International PEN's Writers in Prison Committee (WiPC) has received disturbing news of the arrest of journalist, filmmaker and talk show host, Kalundi Serumaga, on 11 September 2009. It is reported that he has suffered severe beatings, requiring hospital treatment. PEN urgently calls for the release of Kalundi Serumaga, who appears to be detained solely for having spoken on recent clashes in Kampala and nearby Kayunga.
International PEN's Writers in Prison Committee (WiPC) has received disturbing news of the arrest of journalist, filmmaker and talk show host, Kalundi Serumaga, on 11 September 2009. It is reported that he has suffered severe beatings, requiring hospital treatment. PEN urgently calls for the release of Kalundi Serumaga, who appears to be detained solely for having spoken on recent clashes in Kampala and nearby Kayunga.
Kalundi Serumaga was arrested at 11 pm as he left the the studios of WBS Television in Kampala where he had participated in a debate in which he had been critical of Ugandan President Museveni. Eyewitnesses report that he was bundled into a waiting car and taken away. Two hours later it was disclosed that he was being held in the Kampala Central Police Station. He is thought to be facing charges of sedition and inciting violence.
On 14 September, it was reported that Serumaga had been transferred to the International Hospital in Kampala to receive treatment for injuries he sustained under severe police beatings. He told reporters that he expects to stay in hospital for a least a day, but that he would be returned to police detention.
Violence broke out when the government banned the King of Buganda, one of the four tribal regions in Uganda, to the neighbouring Kayunga district. Over 20 people are said to have been killed, and 550 others, including Serumaga, have reportedly been arrested to face trial.
Serumaga is a respected writer and journalist and popular host of a daily radio talk show, "Spectrum". On 14 September the allAfrica.com website published an article by Serumaga on the disturbances entitled ‘Things fall apart - Again...' Here he discusses the background to the riots. He opens his piece: "Most people are familiar with the proverbial last straw that broke the camels' back. However, rarely does anyone get to see the actual straw, and the moment it is laid on. The final stages of the breakdown of the always troubled relationship between Buganda and Uganda's NRM-led central government, may provide just the opportunity for such a rare sighting." He describes police in Kayunga town a few days earlier "... found themselves hard pressed to contain rampaging bands of Baganda youth, who were torching kiosks, arming themselves with makeshift weapons and forcing passers-by to sing Buganda's national anthem. As shopkeepers closed their doors, the initial police response was to fire live rounds just above the rioters' heads while waiting for the arrival of the anti-riot squads, backed up by solders in armoured vehicles and club-wielding goons. As the trouble spread, a group of soldiers scaled the wall of the tower hosting the Buganda Kingdom's main radio station transmitter, and ordered it turned off." For the full article see AllAfrica News.
Three other radio stations were also closed. Reporters Without Borders reported on 13 September: "Information minister Kabakumba Matsiko announced the suspension of three privately-owned radio stations - Suubi FM, Radio Sapienta and Radio Two Akaboozi Kubiri - on 11 September for inciting riots and "criminal mobs engaged in acts of theft, violence against persons, and destruction of property." The previous evening the authorities had closed CBS, a station owned by the Kingdom of Buganda, one of Uganda's traditional kingdoms."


:: Aim of the exercise ::
Scan the entries below for the word "Fortrea". Copy each line that has it.

:: Excerpted data ::
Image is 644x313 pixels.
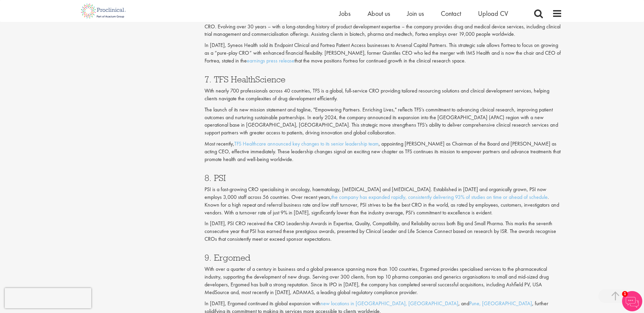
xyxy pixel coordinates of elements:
[320,300,459,307] a: new locations in [GEOGRAPHIC_DATA], [GEOGRAPHIC_DATA]
[205,220,562,243] p: In [DATE], PSI CRO received the CRO Leadership Awards in Expertise, Quality, Compatibility, and R...
[368,9,390,18] a: About us
[331,194,548,201] a: the company has expanded rapidly, consistently delivering 93% of studies on time or ahead of sche...
[235,140,379,147] a: TFS Healthcare announced key changes to its senior leadership team
[205,41,562,65] p: In [DATE], Syneos Health sold its Endpoint Clinical and Fortrea Patient Access businesses to Arse...
[407,9,424,18] a: Join us
[469,300,532,307] a: Pune, [GEOGRAPHIC_DATA]
[205,15,562,38] p: In [DATE], Labcorp announced its plans to spin off its CRO segment. A year later, Fortrea, which ...
[205,75,562,84] h3: 7. TFS HealthScience
[205,106,562,137] p: The launch of its new mission statement and tagline, "Empowering Partners. Enriching Lives," refl...
[247,57,295,64] a: earnings press release
[205,140,562,163] p: Most recently, , appointing [PERSON_NAME] as Chairman of the Board and [PERSON_NAME] as acting CE...
[205,174,562,182] h3: 8. PSI
[205,87,562,103] p: With nearly 700 professionals across 40 countries, TFS is a global, full-service CRO providing ta...
[622,291,642,311] img: Chatbot
[478,9,508,18] a: Upload CV
[205,186,562,216] p: PSI is a fast-growing CRO specialising in oncology, haematology, [MEDICAL_DATA] and [MEDICAL_DATA...
[622,291,628,297] span: 1
[339,9,351,18] a: Jobs
[205,265,562,296] p: With over a quarter of a century in business and a global presence spanning more than 100 countri...
[205,254,562,262] h3: 9. Ergomed
[5,288,91,308] iframe: reCAPTCHA
[441,9,461,18] a: Contact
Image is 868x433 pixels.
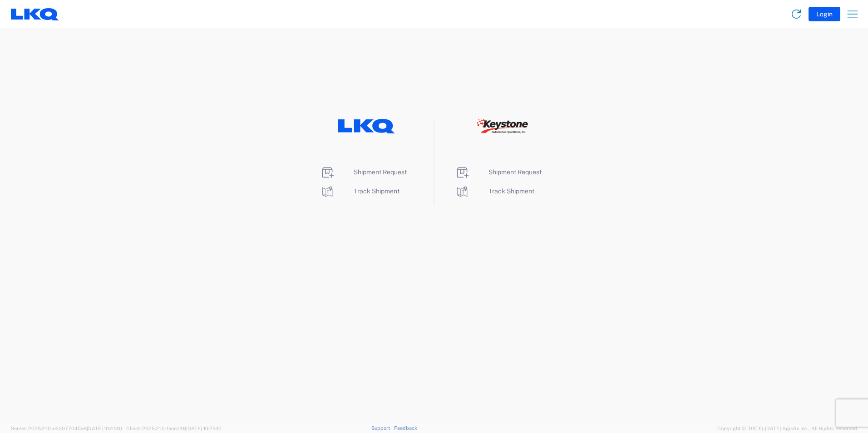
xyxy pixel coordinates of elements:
button: Login [808,7,841,21]
a: Shipment Request [455,169,542,176]
span: Client: 2025.21.0-faee749 [126,426,222,431]
span: [DATE] 10:25:10 [186,426,222,431]
a: Track Shipment [455,188,534,195]
span: [DATE] 10:41:40 [87,426,122,431]
a: Feedback [394,425,417,431]
span: Track Shipment [354,188,400,195]
a: Support [371,425,394,431]
a: Track Shipment [320,188,400,195]
span: Copyright © [DATE]-[DATE] Agistix Inc., All Rights Reserved [717,425,857,432]
span: Shipment Request [354,169,407,176]
a: Shipment Request [320,169,407,176]
span: Shipment Request [489,169,542,176]
span: Server: 2025.21.0-c63077040a8 [11,426,122,431]
span: Track Shipment [489,188,534,195]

:: Answer to this problem ::
[205,41,562,65] p: In [DATE], Syneos Health sold its Endpoint Clinical and Fortrea Patient Access businesses to Arse...
[205,15,562,38] p: In [DATE], Labcorp announced its plans to spin off its CRO segment. A year later, Fortrea, which ...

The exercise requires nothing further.